The Duchess of Windsor once famously said that a woman can't be too rich or too thin.

But, says CBS News correspondent Elizabeth Palmer, not any more — at least if she's a model aspiring to the catwalk in Madrid.

Ultra-thin models, the so-called size zeros, have been banned by organizers of Madrid's Fashion Week. The country's top annual fashion show starts Monday.

But in London, whose Fashion Week also gets under way Monday, organizers are shying away from a ban, arguing that ultra-thin doesn't necessarily mean unhealthy.

"Some people," organizer Philip Greene told Palmer, "want to put on weight, some people want to take off weight; I'd rather look at it (as) people want to be comfortable in what they wear."

A British Cabinet minister had called Saturday for London Fashion Week to follow Madrid's lead.

"The fashion industry's promotion of beauty as meaning stick thin is damaging to young girls' self image and to their health," Culture Secretary Tessa Jowell said in a statement. "Young girls aspire to look like the catwalk models. When those models are unhealthily underweight, it pressurizes girls to starve themselves to look the same."

But the British Fashion Council, which runs Fashion Week, said in a statement that it "does not comment or interfere in the aesthetic of any designer's show."

"The BFC has canceled the photo call on Sunday because it is unwilling to add any more impetus to the publicity surrounding this complicated issue," it added.

Across the U.K., Palmer observes, fashion's starved look is a hot issue.

Critics argue that it's dangerous because fashion models are also role models, especially for teenage girls.

Yet, adds Palmer, even as the fashion ideal is getting thinner, it seems real British women are getting more voluptuous. In the past 50 years, on average, they've added an inch-and-a-half to both bust and hips, and almost six inches to their waists.

In Spain, Fashion Week organizers on Saturday rejected five models for being too thin to appear in this year's event.

The show, known as the Pasarela Cibeles, had decided earlier this month not to allow women below a predetermined body mass index to parade down the catwalk.

Doctors Susana Monereo of Spain's National Endocrinology Society and Basilio Moreno, an obesity consultant at Gregorio Maranon Hospital, were among the specialists called on to medically assess the models.

Five of the 68 models who showed up for appraisal failed the test, the doctors said. The models were over 5 feet 7 inches tall and weighed less than 121.25 pounds, Monereo said.

"They had a body mass index below, well below, that which is considered normal not just by the Spanish endocrinology society, whom we represent, but also by the limits set by the World Health Organization," Monereo said.

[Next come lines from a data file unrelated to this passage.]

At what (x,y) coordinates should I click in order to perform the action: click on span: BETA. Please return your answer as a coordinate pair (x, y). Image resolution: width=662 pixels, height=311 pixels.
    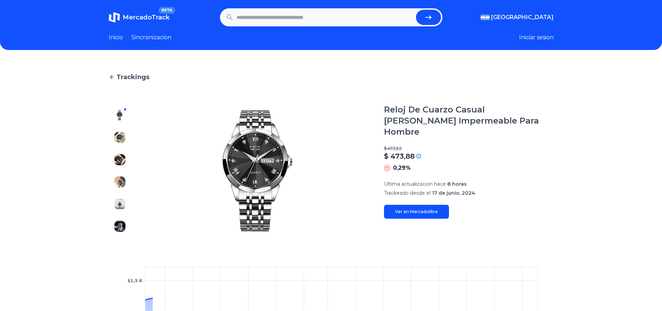
    Looking at the image, I should click on (166, 10).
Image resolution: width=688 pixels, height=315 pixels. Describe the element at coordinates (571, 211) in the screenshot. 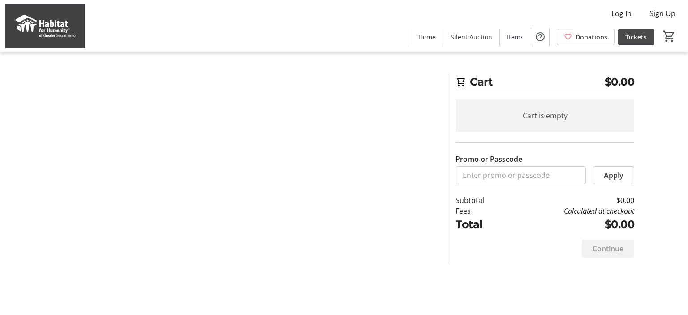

Each model was allowed to appear at the examination accompanied by an agent and a representative from the fashion industry.

The show wanted to project an image of beauty, elegance and health, and also banned makeup that makes models appear sickly, organizer Cuca Solana said.

"Clearly we don't want walking skeletons," Solana said.

Some well-known models had not gone to the examination, Solana said, but they were not identified.

Around 300 models originally were expected to apply for inclusion in the prestigious fashion event, but only 68 applied this year.

Solana said the rigorous pre-show test was not necessarily the cause for the downturn. One possibility was that model agencies may have chosen to send more models to other shows.

Last year's show drew protests from medical associations and women's advocacy groups because some of the models were positively bone-thin.

This time, the Madrid regional government decided to pressure organizers to hire fuller-figured women as role models for young girls obsessed with being thin, Concha Guerra, deputy finance minister of the regional administration, said earlier this month.

The body mass index is a calculation doctors normally apply to study obesity. It is calculated by dividing weight in pounds by height in inches squared, and multiplying that total by 703.

If the resulting number is between 18.5 and 24.9, a person's weight is normal. Below 18.5 they are underweight. In the case of the Madrid show, organizers rejected women with an index below 18.